Danish authorities between the 1960s and the 1990s forced more than 4,500 young Inuit women to wear a contraceptive coil -- or intrauterine device (IUD) -- without their or their family's consent.
The campaign was aimed at limiting the birth rate in the Arctic territory, which had not been a Danish colony since 1953 but was still under its control.
Greenlandic, Danish and international experts have opened a probe into the legal aspects of the scandal, including violations of indigenous people's rights and consent issues.
Its conclusions are due in mid-2025.
Another enquiry mapping the historical aspects of the campaign is to present its conclusions around the same time.
The scandal is one of many sensitive topics -- including forced adoptions -- souring relations between Denmark and Greenland.
The legal investigation "is a necessary step in order to move forward," Greenland's gender equality minister in charge of the case, Naaja Nathanielsen, told AFP.
"Violations did take place. How can we frame it in a legal setting? That's what's being looked into right now. Maybe genocide, maybe not," she added.
"An investigation would not be complete without looking into the human rights aspect, the indigenous rights aspect," Nathanielsen said.
Naja Lyberth was the first woman to come forward and publicly describe how she as a young teen experienced -- and here she has no doubt -- that "a number of human rights were violated".
"The right to have children, the right to build a family and the right to not be discriminated against, the right to not be subjected to experiences similar to torture," the now 62-year-old psychologist told AFP from her seaside home in Nuuk.
Now an autonomous territory, Greenland's colonial status ended in 1953 when it was incorporated into the Danish realm.
"We became part of Denmark, on equal footing," Lyberth explained.
"On paper we became equals, but from my experience, that is the moment when the colonisation began, the occupation of my body, of our bodies," Lyberth said.
- 'Like a rape' -
She has told her story many times now, but still fights to hold back tears as she tells it again, her loose salt-and-pepper curls framing her face.
Lyberth was around 13 or 14 when she and the other girls in her class were sent to the doctor's office.
"His tool penetrated me to insert the coil. It was very cold and felt like a knife stabbing my insides. It was very violent," she recalled.
"I could clearly see that the tools looked much too big for my little girl's body, but at the time I didn't realise they were for adult women."
"It was like torture, like a rape," she said.
Lyberth, who went on to have a son years later, took part in a podcast series on Danish public broadcaster DR two years ago exposing the extent of the campaign, which she herself could never have imagined.
Since then, "it's been like living through a tsunami," said Lyberth, whose first account of her experience in the media five years ago went largely unnoticed.
She has repeatedly urged other women to come forward, and created a private Facebook group for them, now hosting 317 members.
Like the other affected women who still live in Greenland, Lyberth -- who says she is not a victim but a "survivor" -- is eligible for free psychotherapy.
- Trial not enough -
Nearly 150 women have sued the Danish state, and a trial could take place next year, according to their lawyer Mads Pramming.
The coils rendered around half of the women sterile, and the large majority have physical and psychological scars.
"If this case ... is only treated in court, that will be a major failure," said Nathanielsen, the Greenlandic minister.
"We need to address this in a political way, acknowledging this is a population that is affected."
Danish Prime Minister Mette Frederiksen has vowed that details of the scandal and Denmark's post-colonial relations with its territories -- Greenland and the Faroe Islands -- will be brought to light.
"We should be three equal partners: three countries, three peoples, three languages," she told parliament.
Frederiksen in March 2022 presented an official apology to six Greenlanders taken by force from their families as part of an experiment aimed at creating a Danish-speaking elite on the island in the 1950s.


• Prompt: Although the data below contains pictures, please reproduce only its words, exactly.

+++

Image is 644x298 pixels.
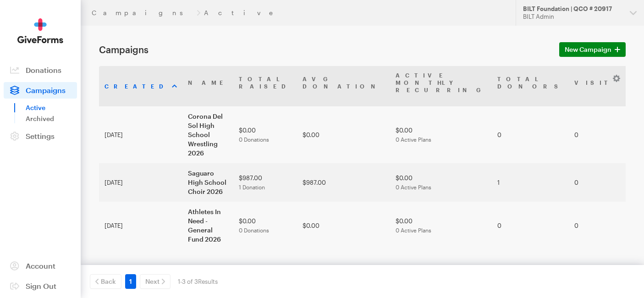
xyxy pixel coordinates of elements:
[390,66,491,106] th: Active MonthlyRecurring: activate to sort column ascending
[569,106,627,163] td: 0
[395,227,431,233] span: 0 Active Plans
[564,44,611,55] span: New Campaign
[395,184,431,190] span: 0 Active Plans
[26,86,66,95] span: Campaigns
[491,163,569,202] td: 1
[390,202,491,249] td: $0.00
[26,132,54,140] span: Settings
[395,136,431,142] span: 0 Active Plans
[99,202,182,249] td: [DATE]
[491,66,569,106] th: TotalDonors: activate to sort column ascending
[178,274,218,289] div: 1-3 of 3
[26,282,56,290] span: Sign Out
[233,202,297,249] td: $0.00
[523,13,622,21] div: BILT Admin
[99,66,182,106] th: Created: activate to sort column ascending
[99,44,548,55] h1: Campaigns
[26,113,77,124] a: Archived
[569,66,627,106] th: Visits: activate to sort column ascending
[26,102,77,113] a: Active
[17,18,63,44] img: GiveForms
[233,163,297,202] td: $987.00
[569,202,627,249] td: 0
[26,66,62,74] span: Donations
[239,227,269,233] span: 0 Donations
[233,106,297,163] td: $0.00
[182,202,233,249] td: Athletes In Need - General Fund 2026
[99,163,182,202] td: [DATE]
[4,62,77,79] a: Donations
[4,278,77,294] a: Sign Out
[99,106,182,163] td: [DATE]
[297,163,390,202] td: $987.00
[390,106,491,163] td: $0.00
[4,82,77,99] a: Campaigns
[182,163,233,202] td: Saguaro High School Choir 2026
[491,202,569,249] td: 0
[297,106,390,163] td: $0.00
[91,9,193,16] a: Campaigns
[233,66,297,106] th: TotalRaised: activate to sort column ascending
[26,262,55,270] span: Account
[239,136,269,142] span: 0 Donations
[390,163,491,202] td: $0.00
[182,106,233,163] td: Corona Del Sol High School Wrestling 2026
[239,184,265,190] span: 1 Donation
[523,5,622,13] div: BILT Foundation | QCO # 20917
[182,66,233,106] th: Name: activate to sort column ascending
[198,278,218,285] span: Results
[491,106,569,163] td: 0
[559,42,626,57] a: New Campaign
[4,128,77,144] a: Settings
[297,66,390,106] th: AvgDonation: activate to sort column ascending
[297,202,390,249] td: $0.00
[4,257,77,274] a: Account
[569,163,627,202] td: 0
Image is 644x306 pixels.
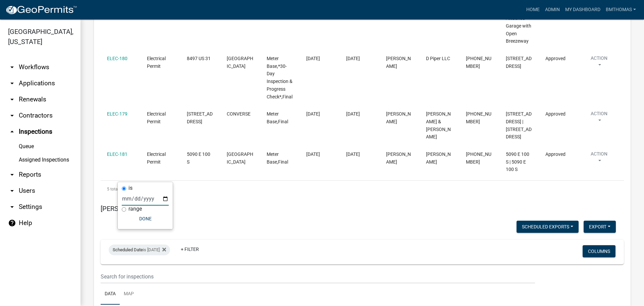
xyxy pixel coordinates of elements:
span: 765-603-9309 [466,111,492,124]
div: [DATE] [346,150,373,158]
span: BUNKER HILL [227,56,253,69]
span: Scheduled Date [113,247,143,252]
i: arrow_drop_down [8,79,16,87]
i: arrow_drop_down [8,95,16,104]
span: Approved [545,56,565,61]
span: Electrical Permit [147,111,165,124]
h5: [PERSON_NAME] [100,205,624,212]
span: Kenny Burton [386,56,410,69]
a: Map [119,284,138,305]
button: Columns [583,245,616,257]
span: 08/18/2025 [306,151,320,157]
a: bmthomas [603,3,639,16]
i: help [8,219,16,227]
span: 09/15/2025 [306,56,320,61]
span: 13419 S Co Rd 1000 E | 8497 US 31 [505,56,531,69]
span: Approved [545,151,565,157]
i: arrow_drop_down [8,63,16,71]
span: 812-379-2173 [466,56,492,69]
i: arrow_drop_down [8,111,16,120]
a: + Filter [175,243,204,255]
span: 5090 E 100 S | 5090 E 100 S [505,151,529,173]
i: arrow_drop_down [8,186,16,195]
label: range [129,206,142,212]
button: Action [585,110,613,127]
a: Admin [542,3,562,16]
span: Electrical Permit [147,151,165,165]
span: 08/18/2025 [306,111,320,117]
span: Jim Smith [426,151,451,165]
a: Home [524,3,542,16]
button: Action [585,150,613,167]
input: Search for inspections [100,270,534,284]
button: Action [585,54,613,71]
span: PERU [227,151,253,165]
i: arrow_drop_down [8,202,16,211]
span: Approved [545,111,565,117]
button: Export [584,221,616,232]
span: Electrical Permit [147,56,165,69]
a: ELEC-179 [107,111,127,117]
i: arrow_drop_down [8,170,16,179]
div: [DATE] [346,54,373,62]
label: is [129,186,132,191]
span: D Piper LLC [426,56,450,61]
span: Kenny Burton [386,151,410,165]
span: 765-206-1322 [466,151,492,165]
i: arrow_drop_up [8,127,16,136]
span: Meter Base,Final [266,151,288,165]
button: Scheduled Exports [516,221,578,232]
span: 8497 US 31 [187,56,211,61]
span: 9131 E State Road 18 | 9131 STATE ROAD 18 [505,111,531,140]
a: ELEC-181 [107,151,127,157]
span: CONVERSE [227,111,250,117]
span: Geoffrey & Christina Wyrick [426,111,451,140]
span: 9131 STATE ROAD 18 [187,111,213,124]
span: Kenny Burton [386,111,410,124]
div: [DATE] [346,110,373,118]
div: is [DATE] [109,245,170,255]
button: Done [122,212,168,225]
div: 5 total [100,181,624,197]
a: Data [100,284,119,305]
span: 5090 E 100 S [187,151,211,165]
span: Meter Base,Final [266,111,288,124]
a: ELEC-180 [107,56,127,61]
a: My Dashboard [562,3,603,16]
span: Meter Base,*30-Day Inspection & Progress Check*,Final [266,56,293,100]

+++

• Exercise answer:
Image is 644x298 pixels.
xyxy pixel coordinates of elements:
[390,66,491,106] th: Active MonthlyRecurring: activate to sort column ascending
[569,106,627,163] td: 0
[395,227,431,233] span: 0 Active Plans
[564,44,611,55] span: New Campaign
[395,184,431,190] span: 0 Active Plans
[26,86,66,95] span: Campaigns
[491,163,569,202] td: 1
[390,202,491,249] td: $0.00
[26,132,54,140] span: Settings
[395,136,431,142] span: 0 Active Plans
[99,202,182,249] td: [DATE]
[491,66,569,106] th: TotalDonors: activate to sort column ascending
[178,274,218,289] div: 1-3 of 3
[26,282,56,290] span: Sign Out
[233,202,297,249] td: $0.00
[523,13,622,21] div: BILT Admin
[99,66,182,106] th: Created: activate to sort column ascending
[99,44,548,55] h1: Campaigns
[26,113,77,124] a: Archived
[569,66,627,106] th: Visits: activate to sort column ascending
[26,102,77,113] a: Active
[17,18,63,44] img: GiveForms
[233,163,297,202] td: $987.00
[569,202,627,249] td: 0
[26,66,62,74] span: Donations
[239,227,269,233] span: 0 Donations
[233,106,297,163] td: $0.00
[182,202,233,249] td: Athletes In Need - General Fund 2026
[99,163,182,202] td: [DATE]
[4,62,77,79] a: Donations
[4,278,77,294] a: Sign Out
[99,106,182,163] td: [DATE]
[297,163,390,202] td: $987.00
[390,106,491,163] td: $0.00
[4,82,77,99] a: Campaigns
[182,163,233,202] td: Saguaro High School Choir 2026
[491,202,569,249] td: 0
[297,106,390,163] td: $0.00
[91,9,193,16] a: Campaigns
[233,66,297,106] th: TotalRaised: activate to sort column ascending
[26,262,55,270] span: Account
[239,136,269,142] span: 0 Donations
[390,163,491,202] td: $0.00
[182,106,233,163] td: Corona Del Sol High School Wrestling 2026
[239,184,265,190] span: 1 Donation
[523,5,622,13] div: BILT Foundation | QCO # 20917
[182,66,233,106] th: Name: activate to sort column ascending
[198,278,218,285] span: Results
[491,106,569,163] td: 0
[559,42,626,57] a: New Campaign
[4,128,77,144] a: Settings
[297,66,390,106] th: AvgDonation: activate to sort column ascending
[297,202,390,249] td: $0.00
[4,257,77,274] a: Account
[569,163,627,202] td: 0
Image is 644x306 pixels.
xyxy pixel coordinates of elements:
span: 765-603-9309 [466,111,492,124]
div: [DATE] [346,150,373,158]
span: BUNKER HILL [227,56,253,69]
span: Scheduled Date [113,247,143,252]
i: arrow_drop_down [8,79,16,87]
i: arrow_drop_down [8,95,16,104]
span: Approved [545,56,565,61]
span: Electrical Permit [147,111,165,124]
h5: [PERSON_NAME] [100,205,624,212]
span: Kenny Burton [386,56,410,69]
a: Map [119,284,138,305]
button: Columns [583,245,616,257]
span: 08/18/2025 [306,151,320,157]
a: bmthomas [603,3,639,16]
i: help [8,219,16,227]
span: 09/15/2025 [306,56,320,61]
span: 13419 S Co Rd 1000 E | 8497 US 31 [505,56,531,69]
span: Approved [545,151,565,157]
i: arrow_drop_down [8,63,16,71]
span: 812-379-2173 [466,56,492,69]
i: arrow_drop_down [8,111,16,120]
a: + Filter [175,243,204,255]
span: 5090 E 100 S | 5090 E 100 S [505,151,529,173]
i: arrow_drop_down [8,186,16,195]
label: range [129,206,142,212]
button: Action [585,110,613,127]
a: Admin [542,3,562,16]
span: Electrical Permit [147,151,165,165]
span: 08/18/2025 [306,111,320,117]
span: Jim Smith [426,151,451,165]
a: Home [524,3,542,16]
button: Action [585,150,613,167]
input: Search for inspections [100,270,534,284]
button: Action [585,54,613,71]
span: PERU [227,151,253,165]
i: arrow_drop_down [8,202,16,211]
span: Approved [545,111,565,117]
button: Export [584,221,616,232]
span: Electrical Permit [147,56,165,69]
a: ELEC-179 [107,111,127,117]
i: arrow_drop_down [8,170,16,179]
div: [DATE] [346,54,373,62]
label: is [129,186,132,191]
span: D Piper LLC [426,56,450,61]
span: Kenny Burton [386,151,410,165]
span: 765-206-1322 [466,151,492,165]
i: arrow_drop_up [8,127,16,136]
span: Meter Base,Final [266,151,288,165]
button: Scheduled Exports [516,221,578,232]
span: 8497 US 31 [187,56,211,61]
span: 9131 E State Road 18 | 9131 STATE ROAD 18 [505,111,531,140]
a: ELEC-181 [107,151,127,157]
span: CONVERSE [227,111,250,117]
span: Geoffrey & Christina Wyrick [426,111,451,140]
span: 9131 STATE ROAD 18 [187,111,213,124]
span: Kenny Burton [386,111,410,124]
div: [DATE] [346,110,373,118]
div: is [DATE] [109,245,170,255]
button: Done [122,212,168,225]
div: 5 total [100,181,624,197]
a: Data [100,284,119,305]
span: 5090 E 100 S [187,151,211,165]
span: Meter Base,Final [266,111,288,124]
a: ELEC-180 [107,56,127,61]
a: My Dashboard [562,3,603,16]
span: Meter Base,*30-Day Inspection & Progress Check*,Final [266,56,293,100]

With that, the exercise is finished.